In the USA, things are a bit different......

Nursing bosses, risk managers, and medical chiefs-of-staff and department heads need to get involved in teaching people the right way to avoid these very serious errors and sheer laziness in handing off an exsanguinating patient. Would calling it criminal negligence or attempted manslaughter be too serious?

Someone asked me earlier if RM should be involved in correcting this dumping problem. Yes!! Involve everyone who can possibly make this terror stop. If I were the bleeding patient or that person's relative, I'd have marched up to Admin and to the DON and then to my lawyer. What is wrong with people that they do this kind of thing? What is wrong with the one who didn't raise bloody Cain after this happened to her patient? Sorry if I sound critical but this person could have bled to death and such must cease. Now stop posting here and go plan how and whom to approach to change this type of thing and make it cease in your own hospital. Then come back and post how it is going.

Specializes in Oncology/Haemetology/HIV.

Someone asked me earlier if RM should be involved in correcting this dumping problem. Yes!! Involve everyone who can possibly make this terror stop. If I were the bleeding patient or that person's relative, I'd have marched up to Admin and to the DON and then to my lawyer. What is wrong with people that they do this kind of thing? What is wrong with the one who didn't raise bloody Cain after this happened to her patient? Sorry if I sound critical but this person could have bled to death and such must cease. Now stop posting here and go plan how and whom to approach to change this type of thing and make it cease in your own hospital. Then come back and post how it is going.

Episode happened about 7 years ago.

The issue WAS written up and DON notified....please note the patient was a hospital employee, wellknown and well visited.

As to what was done, I do not know. However, after two more incidents of a port being perforated (another one in ER - proving that what ever followup that was done, obviously wasn't enough - and one in the ICU), ALL units were required to call an onco nurse to access ports.

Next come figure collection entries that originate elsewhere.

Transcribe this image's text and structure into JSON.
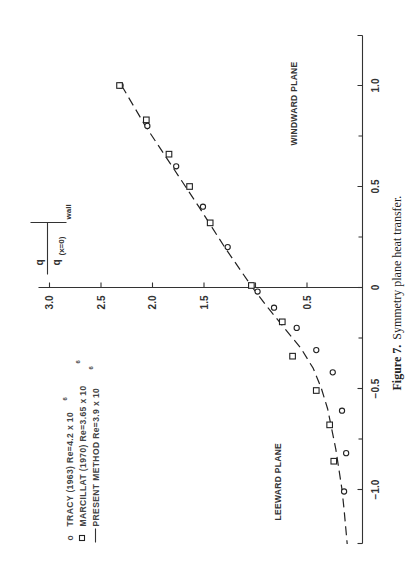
{
  "chart_data": {
    "type": "scatter",
    "title": "Symmetry plane heat transfer.",
    "caption": {
      "prefix": "Figure 7.",
      "text": "Symmetry plane heat transfer."
    },
    "orientation": "rotated -90deg on page",
    "xlabel": "",
    "ylabel": "q / q(x=0) wall",
    "ylabel_parts": {
      "num": "q",
      "den": "q",
      "sub": "(x=0)",
      "wall": "wall"
    },
    "xlim": [
      -1.3,
      1.25
    ],
    "ylim": [
      0,
      3.0
    ],
    "x_ticks": [
      -1.0,
      -0.5,
      0,
      0.5,
      1.0
    ],
    "x_tick_labels": [
      "−1.0",
      "−0.5",
      "0",
      "0.5",
      "1.0"
    ],
    "x_minor_ticks": [
      -0.75,
      -0.25,
      0.25,
      0.75
    ],
    "y_ticks": [
      0.5,
      1.0,
      1.5,
      2.0,
      2.5,
      3.0
    ],
    "y_tick_labels": [
      "0.5",
      "",
      "1.5",
      "2.0",
      "2.5",
      "3.0"
    ],
    "annotations": [
      "WINDWARD PLANE",
      "LEEWARD PLANE"
    ],
    "legend_position": "upper left",
    "series": [
      {
        "name": "TRACY (1963) Re=4.2 x 10^6",
        "marker": "circle",
        "x": [
          1.0,
          0.8,
          0.6,
          0.4,
          0.2,
          -0.02,
          -0.1,
          -0.2,
          -0.31,
          -0.42,
          -0.61,
          -0.82,
          -1.01
        ],
        "y": [
          2.31,
          2.05,
          1.77,
          1.51,
          1.27,
          0.98,
          0.82,
          0.6,
          0.41,
          0.25,
          0.16,
          0.12,
          0.14
        ]
      },
      {
        "name": "MARCILLAT (1970) Re=3.65 x 10^6",
        "marker": "square",
        "x": [
          1.0,
          0.83,
          0.66,
          0.5,
          0.32,
          0.01,
          -0.17,
          -0.34,
          -0.51,
          -0.68,
          -0.86
        ],
        "y": [
          2.32,
          2.06,
          1.84,
          1.64,
          1.44,
          1.04,
          0.74,
          0.64,
          0.41,
          0.28,
          0.24
        ]
      },
      {
        "name": "PRESENT METHOD Re=3.9 x 10^6",
        "marker": "dashed-line",
        "x": [
          1.0,
          0.8,
          0.6,
          0.4,
          0.2,
          0.0,
          -0.1,
          -0.2,
          -0.3,
          -0.4,
          -0.5,
          -0.6,
          -0.7,
          -0.8,
          -0.9,
          -1.0,
          -1.1,
          -1.27
        ],
        "y": [
          2.3,
          2.07,
          1.81,
          1.55,
          1.3,
          1.03,
          0.88,
          0.72,
          0.56,
          0.44,
          0.36,
          0.3,
          0.26,
          0.22,
          0.19,
          0.16,
          0.14,
          0.11
        ]
      }
    ]
  },
  "legend": {
    "items": [
      {
        "symbol": "o",
        "label": "TRACY (1963) Re=4.2 x 10",
        "exp": "6"
      },
      {
        "symbol": "□",
        "label": "MARCILLAT (1970)  Re=3.65 x 10",
        "exp": "6"
      },
      {
        "symbol": "—",
        "label": "PRESENT METHOD  Re=3.9 x 10",
        "exp": "6"
      }
    ]
  },
  "labels": {
    "windward": "WINDWARD PLANE",
    "leeward": "LEEWARD PLANE",
    "ylabel_num": "q",
    "ylabel_den": "q",
    "ylabel_sub": "(x=0)",
    "ylabel_wall": "wall",
    "caption_prefix": "Figure 7.",
    "caption_text": "Symmetry plane heat transfer."
  }
}
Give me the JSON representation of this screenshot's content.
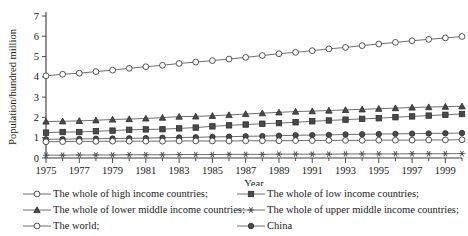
{
  "chart_data": {
    "type": "line",
    "title": "",
    "xlabel": "Year",
    "ylabel": "Population/hundred million",
    "xlim": [
      1975,
      2000
    ],
    "ylim": [
      0,
      7
    ],
    "yticks": [
      0,
      1,
      2,
      3,
      4,
      5,
      6,
      7
    ],
    "xtick_labels": [
      "1975",
      "1977",
      "1979",
      "1981",
      "1983",
      "1985",
      "1987",
      "1989",
      "1991",
      "1993",
      "1995",
      "1997",
      "1999"
    ],
    "xticks": [
      1975,
      1977,
      1979,
      1981,
      1983,
      1985,
      1987,
      1989,
      1991,
      1993,
      1995,
      1997,
      1999
    ],
    "grid": false,
    "legend_position": "below",
    "x": [
      1975,
      1976,
      1977,
      1978,
      1979,
      1980,
      1981,
      1982,
      1983,
      1984,
      1985,
      1986,
      1987,
      1988,
      1989,
      1990,
      1991,
      1992,
      1993,
      1994,
      1995,
      1996,
      1997,
      1998,
      1999,
      2000
    ],
    "series": [
      {
        "name": "The world;",
        "marker": "open-circle",
        "values": [
          4.05,
          4.13,
          4.18,
          4.26,
          4.33,
          4.42,
          4.5,
          4.57,
          4.66,
          4.73,
          4.8,
          4.88,
          4.96,
          5.05,
          5.14,
          5.21,
          5.29,
          5.38,
          5.45,
          5.54,
          5.62,
          5.7,
          5.78,
          5.85,
          5.92,
          5.99
        ]
      },
      {
        "name": "The whole of lower middle income countries;",
        "marker": "solid-triangle",
        "values": [
          1.8,
          1.81,
          1.83,
          1.86,
          1.9,
          1.92,
          1.95,
          1.99,
          2.04,
          2.05,
          2.08,
          2.12,
          2.17,
          2.21,
          2.25,
          2.29,
          2.31,
          2.34,
          2.37,
          2.4,
          2.43,
          2.46,
          2.49,
          2.51,
          2.53,
          2.55
        ]
      },
      {
        "name": "The whole of low income countries;",
        "marker": "solid-square",
        "values": [
          1.25,
          1.28,
          1.28,
          1.32,
          1.35,
          1.39,
          1.41,
          1.42,
          1.46,
          1.5,
          1.56,
          1.61,
          1.65,
          1.69,
          1.72,
          1.76,
          1.81,
          1.85,
          1.89,
          1.93,
          1.96,
          2.01,
          2.05,
          2.09,
          2.13,
          2.17
        ]
      },
      {
        "name": "China",
        "marker": "solid-circle",
        "values": [
          0.92,
          0.93,
          0.94,
          0.95,
          0.96,
          0.97,
          0.98,
          1.0,
          1.01,
          1.02,
          1.04,
          1.05,
          1.07,
          1.08,
          1.1,
          1.12,
          1.13,
          1.14,
          1.16,
          1.17,
          1.18,
          1.19,
          1.2,
          1.21,
          1.22,
          1.23
        ]
      },
      {
        "name": "The whole of high income countries;",
        "marker": "open-circle",
        "values": [
          0.8,
          0.81,
          0.82,
          0.82,
          0.83,
          0.83,
          0.83,
          0.83,
          0.84,
          0.84,
          0.84,
          0.84,
          0.85,
          0.85,
          0.85,
          0.86,
          0.86,
          0.87,
          0.87,
          0.87,
          0.88,
          0.88,
          0.88,
          0.89,
          0.89,
          0.9
        ]
      },
      {
        "name": "The whole of upper middle income countries;",
        "marker": "asterisk",
        "values": [
          0.14,
          0.14,
          0.15,
          0.15,
          0.15,
          0.16,
          0.16,
          0.16,
          0.17,
          0.17,
          0.17,
          0.18,
          0.18,
          0.18,
          0.19,
          0.19,
          0.19,
          0.19,
          0.2,
          0.2,
          0.2,
          0.2,
          0.21,
          0.21,
          0.21,
          0.22
        ]
      }
    ]
  },
  "legend": {
    "rows": [
      {
        "left": {
          "label": "The whole of high income countries;",
          "marker": "open-circle"
        },
        "right": {
          "label": "The whole of low income countries;",
          "marker": "solid-square"
        }
      },
      {
        "left": {
          "label": "The whole of lower middle income countries;",
          "marker": "solid-triangle"
        },
        "right": {
          "label": "The whole of upper middle income countries;",
          "marker": "asterisk"
        }
      },
      {
        "left": {
          "label": "The world;",
          "marker": "open-circle"
        },
        "right": {
          "label": "China",
          "marker": "solid-circle"
        }
      }
    ]
  },
  "colors": {
    "line": "#555555",
    "marker_fill": "#4a4a4a",
    "marker_stroke": "#2b2b2b",
    "axis": "#3a3a3a",
    "text": "#1a1a1a",
    "background": "#ffffff"
  }
}
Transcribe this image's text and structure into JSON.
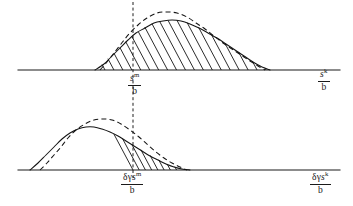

Just as after some chemo was inproperly administered in PP - onco nurses administer ALL IV/IM/SQ and most PO chemo.

But do ya think they staff us well enough to run all over the place, especially if there are any major chemo hangs in the ICUs???

I no longer work there and am a traveler now.

Why ever would you think that I hadn't done anything about - preforation of a port, much like chemo errors are sentinel events and always goes to RM......not that they will do anything , in some facilities, except to CTA. My understanding is all sentinel events go to JCAHO.